The conclusion is "an ideal bureaucracy will have an ever-expanding system of regulations." This makes sense because as new problems emerge, the regulations to overcome them will also increase. Now we have to find the assumption.
(A) An ideal bureaucracy will provide an appeal procedure for complaints even after it has defined and classified all possible problems and set out regulations regarding each eventuality.
- This is what I think Powerscore CR calls a shell game. The conclusion deals with ever-expanding regulations not with appeal procedures for complaints that the bureaucracy receives.
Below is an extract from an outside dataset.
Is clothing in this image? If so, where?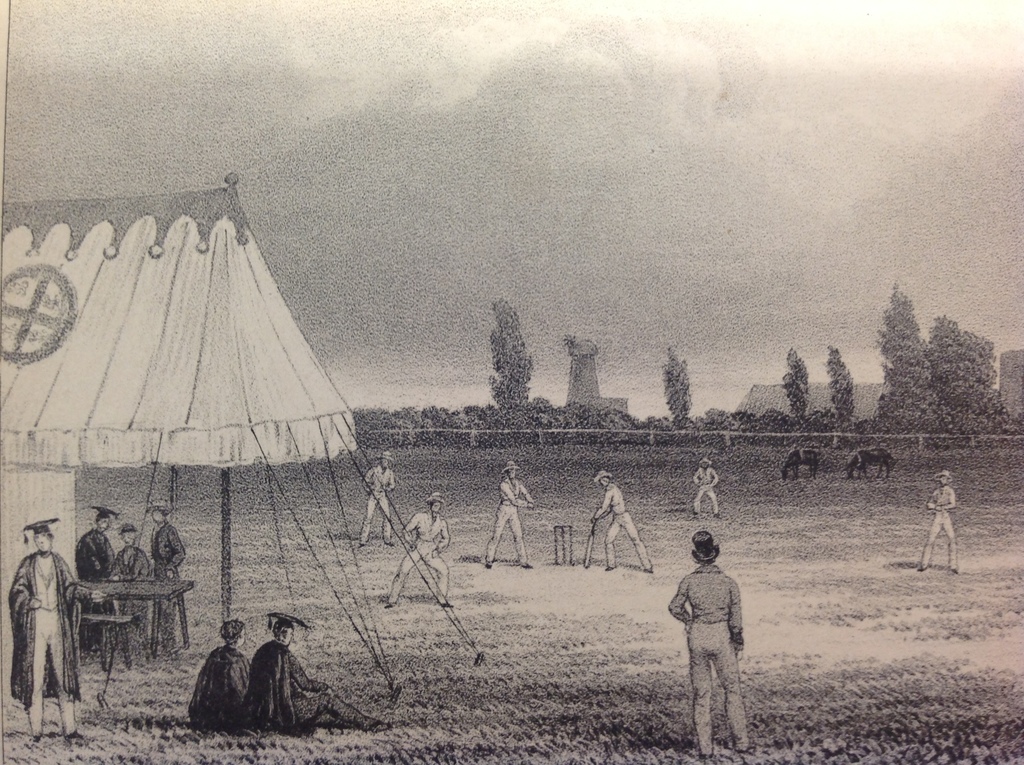
Yes, at <region>388, 508, 453, 603</region>.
Therefore, A is irrelevant.
(B) For each problem that an ideal bureaucracy has defined and classified, the bureaucracy has received at least one complaint revealing that problem.
- Again it is irrelevant.
(C) An ideal bureaucracy will never be permanently without complaints about problems that are not covered by that bureaucracy’s regulations.
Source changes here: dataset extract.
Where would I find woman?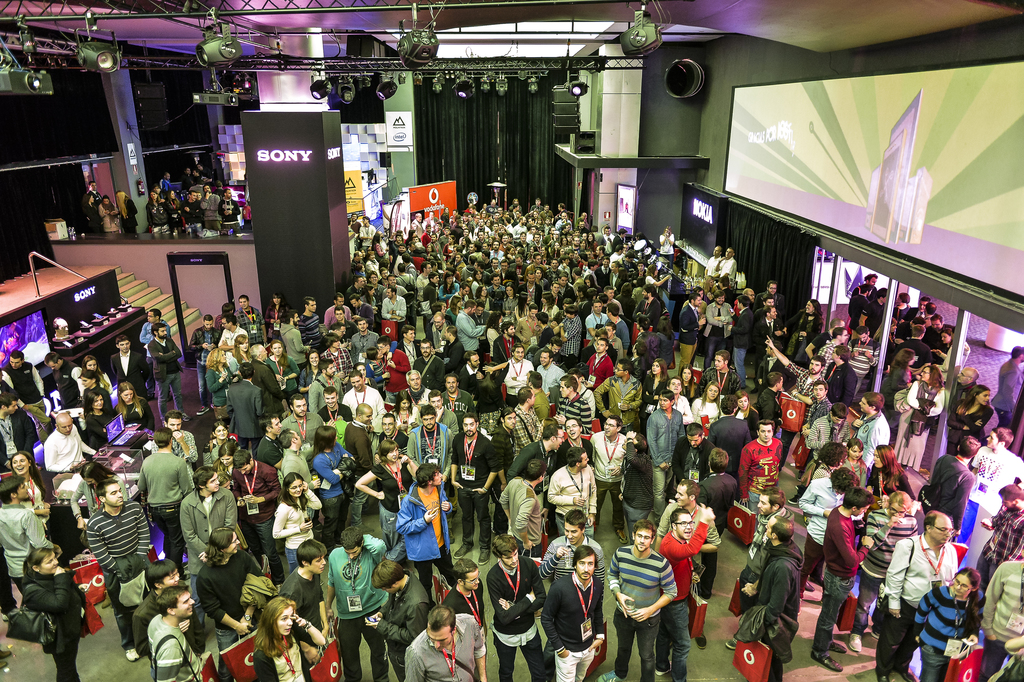
At select_region(94, 197, 115, 233).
- Hold on. The use of 'never' and 'without' is a bit confusing. What this says is that an ideal bureaucracy will always have unanticipated complaints. "problems that are not covered by that bureaucracy’s regulations" = unanticipated complaints. If you negate this, it will say that the bureaucracy will never have unanticipated complaints. This breaks down the argument because if it so then the regulations will never expand.
(D) An ideal bureaucracy can reach its primary goal if, but only if, its system of regulations is always expanding to cover problems that had not been anticipated.
- Irrelevant. The conclusion is about ever-expanding regulations not about reaching a primary goal.
(E) Any complaint that an ideal bureaucracy receives will reveal an unanticipated problem that the bureaucracy is capable of defining and classifying.
- Do all, i.e. each and every, complaints that the bureaucracy receives should necessarily reveal an unanticipated problem? What if out of 10 complaints only 3 reveal unanticipated problems. The conclusion will still be valid. This is an extreme assumption, one that is not needed by the argument to survive.